The Economic Upswing Starts at Home

My weird, yet very imaginative kids have had a lot of down time this summer.  They have read through every book, watched every movie, played every card game, exhausted every toy.  We are almost seven weeks into summer break and they have now resorted to developing elaborate new businesses.

Kid B did it first.  She told us to check our emails repeatedly, which contained print ads for her new restaurant.  Then she sent us promos with “unscripted” video reviews from Kid D and Kid E (“Come to the new… What is it called again?  Oh yeah, come eat at… wait, what is the name?  I can’t say it right.  Well, the food is yummy and you should go there!”).  Then she bugged us to no end about it.  So we finally gave in and walked into the dining room/ patronized her establishment.  She presented us with detailed, realistic menus.  We were encouraged to order meals, which she actually prepared for us (Jackpot!).  It was mostly breakfast food and it was good.  Then she presented our table with a bill.

Normally I would just play along and give her fake money (invisible, Monopoly, counterfeit… anything we had lying around).  But for whatever reason I was in a really good mood (probably because I didn’t have to make anybody breakfast), and I could appreciate all of the effort she put into making the menus, meals and promotions.  So I gave her real money to pay the bill, plus tip.  Two brand-new twenty dollar bills fresh out of the ATM, to be exact.

Kid B played it so cool.  She did not bat an eye when she saw that she was getting legitimate United States greenbacks for playing a game.  She just continues to do her waitress-y things and asked if we would like any change (as a family we have frequented a restaurant or two, so the kids know the routine), took her money and ran.

This is Kid D's drawing of me (candid) playing Super Mario Brothers on the Wii. I am just happy that I was not on the toilet when he decided to draw me.

What struck me as funny (but in hindsight I really should have predicted) was how quickly many more new businesses started popping up all around our house.  Kid C started an art studio where a customer could commission a drawing or painting.  Her artwork was spectacular!  Not as original, but just as hardworking and eager, Kid D opened a business called “Pictures Without Picture Frames.”  He did not wait to be hired, but drew on spec his renditions of whatever you were doing when he happened to decide he wanted to draw you.  Even Kid E got in on the action with a toy store.  He sold toys that he didn’t happen to be playing with at the moment (“Um, no, actually that isn’t for sale.  I am playing with that.  And that one too.  No, THAT one is my favorite, so sorry but you can’t buy it either.”).  Funny enough, I got bills from each and every one of them too.

So of course I went back to the ATM and paid every single one of them with real money.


## AIM OF THE EXERCISE
In the listing, determine how many lines contain "Braune". The reply is that number alone.
##### EXERCISE MATERIALS #####
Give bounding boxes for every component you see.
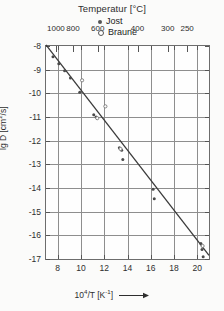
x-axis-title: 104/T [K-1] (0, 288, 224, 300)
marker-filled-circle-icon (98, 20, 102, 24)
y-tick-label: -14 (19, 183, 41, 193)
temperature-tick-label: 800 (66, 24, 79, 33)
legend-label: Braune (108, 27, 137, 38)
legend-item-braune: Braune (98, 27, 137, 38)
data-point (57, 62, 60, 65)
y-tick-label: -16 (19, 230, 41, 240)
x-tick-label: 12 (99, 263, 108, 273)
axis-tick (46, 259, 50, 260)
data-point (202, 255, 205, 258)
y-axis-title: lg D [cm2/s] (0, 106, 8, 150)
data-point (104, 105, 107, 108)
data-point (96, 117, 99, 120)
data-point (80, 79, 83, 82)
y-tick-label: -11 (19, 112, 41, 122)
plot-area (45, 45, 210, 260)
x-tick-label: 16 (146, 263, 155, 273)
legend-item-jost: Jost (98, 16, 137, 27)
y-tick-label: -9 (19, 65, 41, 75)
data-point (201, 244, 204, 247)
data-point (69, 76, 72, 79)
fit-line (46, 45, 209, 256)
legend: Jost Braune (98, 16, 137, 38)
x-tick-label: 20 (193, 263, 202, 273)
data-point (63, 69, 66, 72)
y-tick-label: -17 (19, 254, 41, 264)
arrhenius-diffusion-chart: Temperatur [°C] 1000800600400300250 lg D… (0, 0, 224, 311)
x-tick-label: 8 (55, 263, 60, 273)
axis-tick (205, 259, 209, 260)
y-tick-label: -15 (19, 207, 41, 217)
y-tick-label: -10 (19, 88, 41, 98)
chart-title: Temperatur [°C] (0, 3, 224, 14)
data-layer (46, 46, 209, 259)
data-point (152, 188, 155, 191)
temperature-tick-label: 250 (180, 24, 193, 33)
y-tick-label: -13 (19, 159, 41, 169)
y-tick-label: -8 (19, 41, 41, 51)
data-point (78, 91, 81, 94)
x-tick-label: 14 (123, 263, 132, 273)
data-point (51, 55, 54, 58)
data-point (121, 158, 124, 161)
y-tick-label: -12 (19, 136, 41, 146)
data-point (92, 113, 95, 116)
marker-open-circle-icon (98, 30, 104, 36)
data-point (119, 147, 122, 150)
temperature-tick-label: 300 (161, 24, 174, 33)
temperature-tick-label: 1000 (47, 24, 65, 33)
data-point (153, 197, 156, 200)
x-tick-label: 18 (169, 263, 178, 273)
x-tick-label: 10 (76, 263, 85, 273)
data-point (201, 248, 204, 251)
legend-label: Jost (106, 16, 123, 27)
#####
## ANSWER TO THE EXERCISE
3